State Sen. Janae Shamp (R-Surprise) and Dr. Peter McCullough | https://www.azleg.gov/senate-member/?legislature=56&legislator=2141 https://www.linkedin.com/in/petermcculloughmd/overlay/photo/
State Sen. Janae Shamp (R-Surprise) and Dr. Peter McCullough | https://www.azleg.gov/senate-member/?legislature=56&legislator=2141 https://www.linkedin.com/in/petermcculloughmd/overlay/photo/
Following a recently-published study which found that people vaccinated against COVID-19 have a higher risk of premature death from other causes, Ariz. State Sen. Janae Shamp, BSN, RN (R-Surprise) said that ongoing vaccination efforts are “a crime against humanity.”
“Widespread distribution and usage of COVID-19 vaccines, combined with a high number of adverse event reports, including death, became a major cause of concern for not only those getting the vaccination, but also within the medical community. The evidence has proven these injections are not ‘safe and effective’ and the fact that they are still being pushed on the people, especially children, is a crime against humanity,” Shamp said.
Shamp’s comments are in response to an Italian study titled, “A Critical Analysis of All-Cause Deaths during COVID-19 Vaccination in an Italian Province," which was conducted by Marco Alessandria, Giovanni M. Malatesta, Franco Berrino and Alberto Donzell, and published on June 30.
The study analyzed National Healthcare System data on residents or those domiciled in the Italian province of Pescara between Jan. 1, 2021 and Feb. 15, 2023, concluding that “we should admit that vaccination increases the risk of death from causes other than COVID-19, or by direct damage (adverse effects), or by indirect damage e.g., to the immune system.”
Shamp, Vice-Chair of the of the Arizona Senate’s Health and Human Services Committee, presided over the Novel Coronavirus Southwestern Intergovernmental Committee – a body which examined COVID-19 response strategies over a series of hearings held in the Arizona State Capitol in May 2023, October 2023 and this past March.
“[With] the COVID-19 vaccines in the United States, 94% of Americans took an mRNA vaccine. It is the genetic code for the potentially-lethal spike protein [that is] part of the virus. It was the worst idea ever to install the genetic code by injection, and allow unbridled production of a potentially-lethal protein in the human body for an uncontrolled duration of time. Everything we’ve learned about the vaccines since they’ve come out is horrifying,” Dr. Peter McCullough, an epidemiologist and cardiologist, said during the October hearing.
McCullough responded to the study on Substack account titled “Courageous Discourse.”
“The main point of the paper is that COVID-19 vaccination did not ‘save lives’ as so many in Washington have proclaimed without evidence.

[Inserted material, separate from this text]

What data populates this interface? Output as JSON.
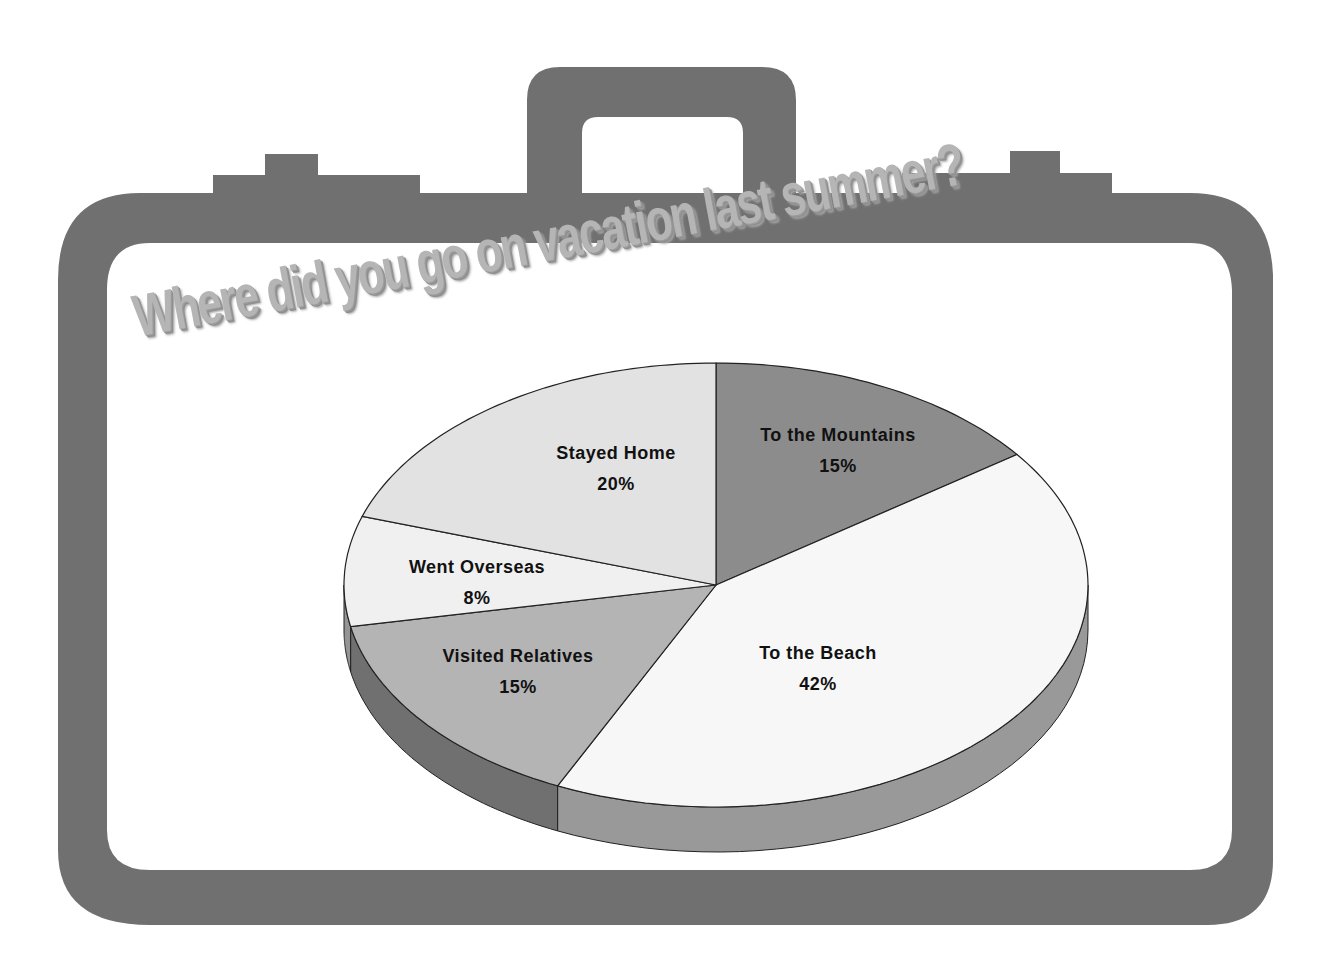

The trend was for multiple vaccine doses to increase COVID-19 mortality and there was an important signal for increased all-cause death with one or two doses,” McCullough said, in part.
McCullough – the former vice chief of internal medicine at Baylor University Medical Center and a former professor at Texas A&M University, who “has more than 1,000 publications and 660 citations in the National Library of Medicine, according to Yavapai News – attended the Novel Coronavirus Southwestern Intergovernmental Committee hearings as a featured speaker, and provided testimony to the committee.
Shamp was first elected to represent Arizona’s 29th Legislative District in Nov. 2022. She defeated Democrat David Raymer, winning 59 percent to Raymer’s 41 percent.
A resident of Surprise, Shamp graduated cum laude from Arizona State University and received her nursing degree, also graduating cum laude, from Grand Canyon University.
She is an operating room nurse, and said she was fired from her nursing position for refusing to take the “COVID” MRNA injection.
Arizona’s 29th Legislative District is entirely located within Maricopa County, west and northwest of Phoenix. The district stretches from Litchfield Park in the south to north of Morristown in the north, stopping to the east of Wickenburg. It includes Luke Air Force Base.